Cookies are a great invention, allowing the web developer to maintain
the login status of their users. However, problems occur when your site or network
has more than one domain.
The cookie specification says that any cookie set for one domain, must
not be sent to any other domain. Therefore, if you set a cookie in your user's
browser on one domain, that cookie will not be available on any other domain.
This is a big problem, if you want your users to log in on one of your
sites and still be logged in on your other domains.
My solution will use the following general framework:
- A prepend script will be used that will accept the sessionid via GET or COOKIE.
It will preferentially choose a GET variable over a COOKIE. Therefore, whenever we need to
link across domains, we send the sessionid as a URL parameter.
- The Apache configuration will be modified to do rewrites on all cross-domain cookies.
The reason for this will soon become clear.
- Variables will be used whenever a cross-domain href appears.
Step 1: Setting Up A Prepend Script
Add the following code to a prepend script (or a function that appears at the top
of all scripts).
<?php
/* Support cross-domain cookies... */
// If the GET variable has been set, and it differs from the cookie
// variable, then use the get variable (and update the cookie)
global $HTTP_COOKIE_VARS, $HTTP_GET_VARS;
if (isset($sessionid) && isset($HTTP_GET_VARS['sessionid']) && ($HTTP_COOKIE_VARS['sessionid'] != $HTTP_GET_VARS['sessionid'])) {
SetCookie('sessionid', $HTTP_GET_VARS['sessionid'], 0, '/', '');
$HTTP_COOKIE_VARS['sessionid'] = $HTTP_GET_VARS['sessionid'];
$sessionid = $HTTP_GET_VARS['sessionid'];
}
?>
Once this code has been run, a global variable 'sessionid' will be available
to the script. It will contain the value of the sessionid from the users
cookie, or the value sent along with a GET request.
Step 2: Using Variables For All Cross-Domain Hrefs
Create a global configuration file that contains the base hrefs of the domains
you are switching between. For example, if we have domain1.com and domain2.com, set
the following:
<?php
$domains['domain1'] = "http://www.domain1.com/-$sessionid-";
$domains['domain2'] = "http://www.domain2.com/-$sessionid-";
?>
Now, if you do the following in your code...
<?php
echo "Click <a href=\"", $domains['domain2'], "/contact/?email=yes\">here</a> to contact us.";
?>
...you will produce the following output...
Click <a href="http://www.domain2.com/-66543afe6543asdf6asd-/contact/?email=yes\">here</a> to contact us.
...where the sessionid has been inserted into the URL.
At this point, you are probably thinking "this will try to open a subdirectory on
the webserver called dash, sessionid, dash?!?!?". However, the next step will provide the necessary
magic to make it all work - mod_rewrite!
Step 3: Configuring Apache
Now, the remaining step is to configure apache to rewrite this URL:
http://www.domain2.com/-66543afe6543asdf6asd-/contact/
...to this:
http://www.domain2.com/contact/?sessionid=66543afe6543asdf6asd
...and this kind of url:
http://www.domain2.com/-66543afe6543asdf6asd-/contact/?email=yes
...to this:
http://www.domain2.com/contact/?email=yes&sessionid=66543afe6543asdf6asd
To achieve this, simply configure your two virtual servers for domain1 and domain2 as
follows:
<VirtualHost ipaddress>
DocumentRoot /usr/local/www/domain1
ServerName www.domain1.com
RewriteEngine on
RewriteRule ^/-(.*)-(.*\?.*)$ $2&sessionid=$1 [L,R,QSA]
RewriteRule ^/-(.*)-(.*)$ $2?sessionid=$1 [L,R,QSA]
</VirtualHost>
<VirtualHost ipaddress>
DocumentRoot /usr/local/www/domain2
ServerName www.domain2.com
RewriteEngine on
RewriteRule ^/-(.*)-(.*\?.*)$ $2&sessionid=$1 [L,R,QSA]
RewriteRule ^/-(.*)-(.*)$ $2?sessionid=$1 [L,R,QSA]
</VirtualHost>
Those rewriting rules implement the above two URL rewriting requirements.
Conclusion
By using the combination of variables and apache rewriting, cross-domain cookies can
be implemented in a simple fashion. In order to maintain the system, your coders
need to do nothing more than use the domain variables whenever they link across domains.
Links within domains do not need to be modified, as the cookie will work properly.
If you are interested in seeing this system in action on a production network, please
visit
http://www.familyhealth.com.au/. Run
your mouse over some of the inter-domain links and see how they are rewritten when you
click on them.
Perhaps, the only problem with this technique is that it is impossible to delete the
cookie in the users browser for all the domains.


» **What needs to be done**
Exactly the lines from the one containing "Image is 868x475 pixels." to the final line below should be output, and no others.

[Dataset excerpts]
──────────

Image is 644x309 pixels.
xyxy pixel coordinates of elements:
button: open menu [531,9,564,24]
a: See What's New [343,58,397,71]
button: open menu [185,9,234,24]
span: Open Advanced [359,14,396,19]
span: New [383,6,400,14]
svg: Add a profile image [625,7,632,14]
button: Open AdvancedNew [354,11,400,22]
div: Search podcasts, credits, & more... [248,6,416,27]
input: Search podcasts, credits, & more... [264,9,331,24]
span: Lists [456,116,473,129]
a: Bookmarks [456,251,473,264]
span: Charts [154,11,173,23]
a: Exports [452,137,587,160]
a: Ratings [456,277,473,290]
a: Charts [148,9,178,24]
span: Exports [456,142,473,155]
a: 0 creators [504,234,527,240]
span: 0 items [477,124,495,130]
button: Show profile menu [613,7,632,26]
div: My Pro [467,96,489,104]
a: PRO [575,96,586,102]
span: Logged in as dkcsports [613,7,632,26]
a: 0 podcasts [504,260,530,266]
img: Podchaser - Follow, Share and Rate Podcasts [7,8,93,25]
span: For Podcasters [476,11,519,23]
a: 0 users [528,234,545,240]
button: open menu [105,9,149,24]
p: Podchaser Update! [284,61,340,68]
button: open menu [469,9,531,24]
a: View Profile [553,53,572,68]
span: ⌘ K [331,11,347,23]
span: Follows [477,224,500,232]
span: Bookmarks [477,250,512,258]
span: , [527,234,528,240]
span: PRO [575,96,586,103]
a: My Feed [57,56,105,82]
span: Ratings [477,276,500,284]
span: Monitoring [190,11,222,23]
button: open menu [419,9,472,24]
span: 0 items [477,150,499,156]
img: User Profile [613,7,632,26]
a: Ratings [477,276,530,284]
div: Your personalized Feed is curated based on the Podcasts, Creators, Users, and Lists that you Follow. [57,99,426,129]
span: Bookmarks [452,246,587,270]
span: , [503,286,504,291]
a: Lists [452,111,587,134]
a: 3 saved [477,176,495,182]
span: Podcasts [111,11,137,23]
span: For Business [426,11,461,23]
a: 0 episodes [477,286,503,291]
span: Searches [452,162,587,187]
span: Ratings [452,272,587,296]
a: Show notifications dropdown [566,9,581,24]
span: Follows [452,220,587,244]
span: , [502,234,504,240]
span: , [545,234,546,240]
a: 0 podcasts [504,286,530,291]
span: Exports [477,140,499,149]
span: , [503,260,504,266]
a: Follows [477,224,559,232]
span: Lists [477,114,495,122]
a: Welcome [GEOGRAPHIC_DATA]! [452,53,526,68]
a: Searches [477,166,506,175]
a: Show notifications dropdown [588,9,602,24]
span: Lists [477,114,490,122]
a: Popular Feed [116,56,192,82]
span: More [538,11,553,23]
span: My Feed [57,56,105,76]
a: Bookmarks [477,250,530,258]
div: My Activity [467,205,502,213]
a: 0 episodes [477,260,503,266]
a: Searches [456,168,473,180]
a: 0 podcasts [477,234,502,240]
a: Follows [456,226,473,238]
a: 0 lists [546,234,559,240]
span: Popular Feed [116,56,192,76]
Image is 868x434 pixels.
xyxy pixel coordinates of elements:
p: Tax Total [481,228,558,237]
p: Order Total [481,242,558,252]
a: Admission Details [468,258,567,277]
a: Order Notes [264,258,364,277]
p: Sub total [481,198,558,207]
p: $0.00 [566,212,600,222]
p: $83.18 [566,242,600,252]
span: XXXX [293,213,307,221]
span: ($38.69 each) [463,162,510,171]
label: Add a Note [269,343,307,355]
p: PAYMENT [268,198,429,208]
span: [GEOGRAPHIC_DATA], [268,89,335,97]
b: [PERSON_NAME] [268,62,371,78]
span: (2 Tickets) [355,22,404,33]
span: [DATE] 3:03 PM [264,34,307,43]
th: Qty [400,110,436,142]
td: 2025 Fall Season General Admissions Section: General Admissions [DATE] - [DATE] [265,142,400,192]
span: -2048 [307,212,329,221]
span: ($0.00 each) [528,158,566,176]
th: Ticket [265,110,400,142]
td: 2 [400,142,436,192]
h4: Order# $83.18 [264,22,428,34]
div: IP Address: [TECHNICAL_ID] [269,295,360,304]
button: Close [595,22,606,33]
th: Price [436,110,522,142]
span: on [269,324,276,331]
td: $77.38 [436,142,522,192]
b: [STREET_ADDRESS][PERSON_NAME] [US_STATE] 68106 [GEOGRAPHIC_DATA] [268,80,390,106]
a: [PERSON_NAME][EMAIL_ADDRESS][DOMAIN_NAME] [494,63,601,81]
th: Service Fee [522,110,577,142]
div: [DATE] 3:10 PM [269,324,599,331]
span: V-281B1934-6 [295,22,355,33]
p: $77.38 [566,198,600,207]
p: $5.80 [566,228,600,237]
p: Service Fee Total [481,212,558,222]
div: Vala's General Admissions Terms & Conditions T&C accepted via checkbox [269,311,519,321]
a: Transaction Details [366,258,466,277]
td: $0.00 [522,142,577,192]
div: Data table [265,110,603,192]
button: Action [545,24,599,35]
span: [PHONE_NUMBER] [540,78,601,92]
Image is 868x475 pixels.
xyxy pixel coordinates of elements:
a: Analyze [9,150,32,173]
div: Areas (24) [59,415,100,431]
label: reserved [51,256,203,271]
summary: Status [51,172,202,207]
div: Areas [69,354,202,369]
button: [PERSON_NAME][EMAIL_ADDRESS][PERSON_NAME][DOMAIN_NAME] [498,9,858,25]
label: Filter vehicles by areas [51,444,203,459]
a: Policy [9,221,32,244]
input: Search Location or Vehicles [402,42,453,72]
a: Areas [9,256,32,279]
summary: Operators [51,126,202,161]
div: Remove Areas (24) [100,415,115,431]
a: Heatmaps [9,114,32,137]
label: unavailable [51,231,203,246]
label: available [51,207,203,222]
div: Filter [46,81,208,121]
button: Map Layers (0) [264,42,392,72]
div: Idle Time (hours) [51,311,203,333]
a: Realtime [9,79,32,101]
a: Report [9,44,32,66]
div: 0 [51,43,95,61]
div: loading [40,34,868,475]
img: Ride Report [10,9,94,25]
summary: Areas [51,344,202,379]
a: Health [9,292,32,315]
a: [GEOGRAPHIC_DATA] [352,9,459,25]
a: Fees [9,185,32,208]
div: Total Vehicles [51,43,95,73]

──────────

» **Task answer**
Image is 868x475 pixels.
xyxy pixel coordinates of elements:
a: Analyze [9,150,32,173]
div: Areas (24) [59,415,100,431]
label: reserved [51,256,203,271]
summary: Status [51,172,202,207]
div: Areas [69,354,202,369]
button: [PERSON_NAME][EMAIL_ADDRESS][PERSON_NAME][DOMAIN_NAME] [498,9,858,25]
label: Filter vehicles by areas [51,444,203,459]
a: Policy [9,221,32,244]
input: Search Location or Vehicles [402,42,453,72]
a: Areas [9,256,32,279]
summary: Operators [51,126,202,161]
div: Remove Areas (24) [100,415,115,431]
a: Heatmaps [9,114,32,137]
label: unavailable [51,231,203,246]
label: available [51,207,203,222]
div: Filter [46,81,208,121]
button: Map Layers (0) [264,42,392,72]
div: Idle Time (hours) [51,311,203,333]
a: Realtime [9,79,32,101]
a: Report [9,44,32,66]
div: 0 [51,43,95,61]
div: loading [40,34,868,475]
img: Ride Report [10,9,94,25]
summary: Areas [51,344,202,379]
a: Health [9,292,32,315]
a: [GEOGRAPHIC_DATA] [352,9,459,25]
a: Fees [9,185,32,208]
div: Total Vehicles [51,43,95,73]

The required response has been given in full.